Supreme Court to hand down judgment over council rule on councillor voting and deferred planning applications
The Supreme Court will next week hand down its much anticipated ruling in a dispute about whether Tower Hamlets Council was entitled to make a rule that only councillors who had been present when a planning application had previously been considered could vote on deferred applications.
The judgment will be handed down on Wednesday (26 March).
The case centres on a planning application, which first came before the council's development committee in April 2021, to redevelop part of the old Truman Brewery Site on Brick Lane in East London.
Five members of the committee were present at the committee meeting. The committee voted unanimously to defer consideration of the proposal.
The committee would next consider the planning application in September 2021. However, by that point, the composition of the committee had changed since the April 2021 meeting.
The council's standing orders provided that where a planning application is deferred, and its consideration recommences at a subsequent meeting, only members present at the previous meeting will be able to vote on the application.
In accordance with that rule, it was announced at the beginning of the 14 September 2021 meeting that only councillors who were present at the meeting on 27 April 2021 could vote on the planning application.
The committee resolved to grant planning permission by a vote of two to one.

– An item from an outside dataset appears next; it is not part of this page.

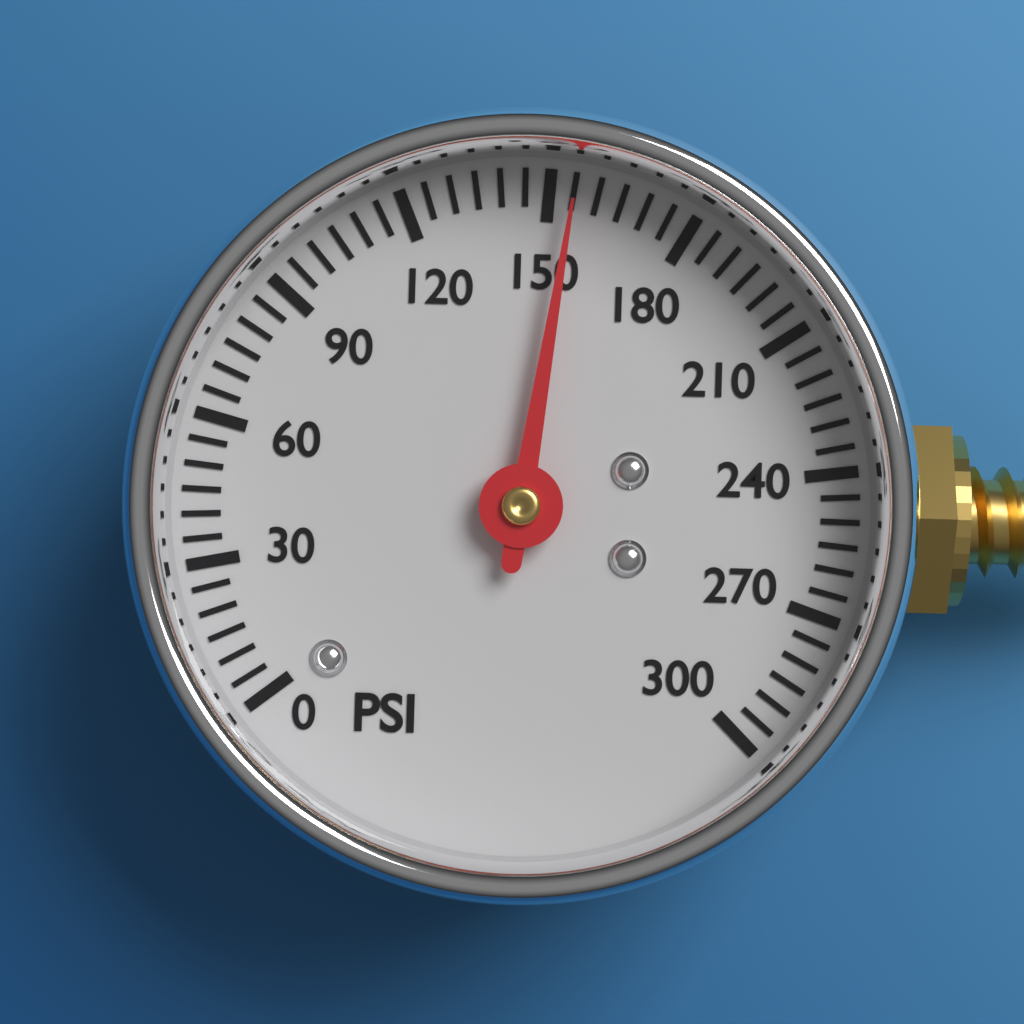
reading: 155 psi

The appellant, the Spitalfields Historic Building Trust, then applied for judicial review of the decision on the ground that it had been unlawful to exclude committee members from voting at the September meeting if they had not been present at the April meeting.
The High Court refused the application, leading the appellant to appeal to the Court of Appeal.
In The Spitalfields Historic Building Trust, R (On the Application Of) v London Borough Of Tower Hamlets [2023] EWCA Civ 917, Sir Keith Lindblom, Senior President of Tribunals, said: "It is common ground between the parties, and I agree, that it was not irrational for the council to restrict voting on deferred applications to the members present at the first meeting at which such an application has been considered.
"The central dispute in the case is whether, despite this being a rational provision to put in place as a standing order, to do so was nevertheless ultra vires because it lay outside the council's power under paragraph 42 of Schedule 12 to the [Local Government Act 1972] to use standing orders to regulate its own' proceedings and business'."
He dismissed the appeal after accepting that the 1972 Act empowered the council lawfully to make a standing order in the form of the restriction on voting.
The Spitalfields Historic Building Trust subsequently appealed to the Supreme Court.
Lord Reed, Lord Sales, Lord Hamblen, Lady Rose and Lord Richards heard the case on 25 July 2024.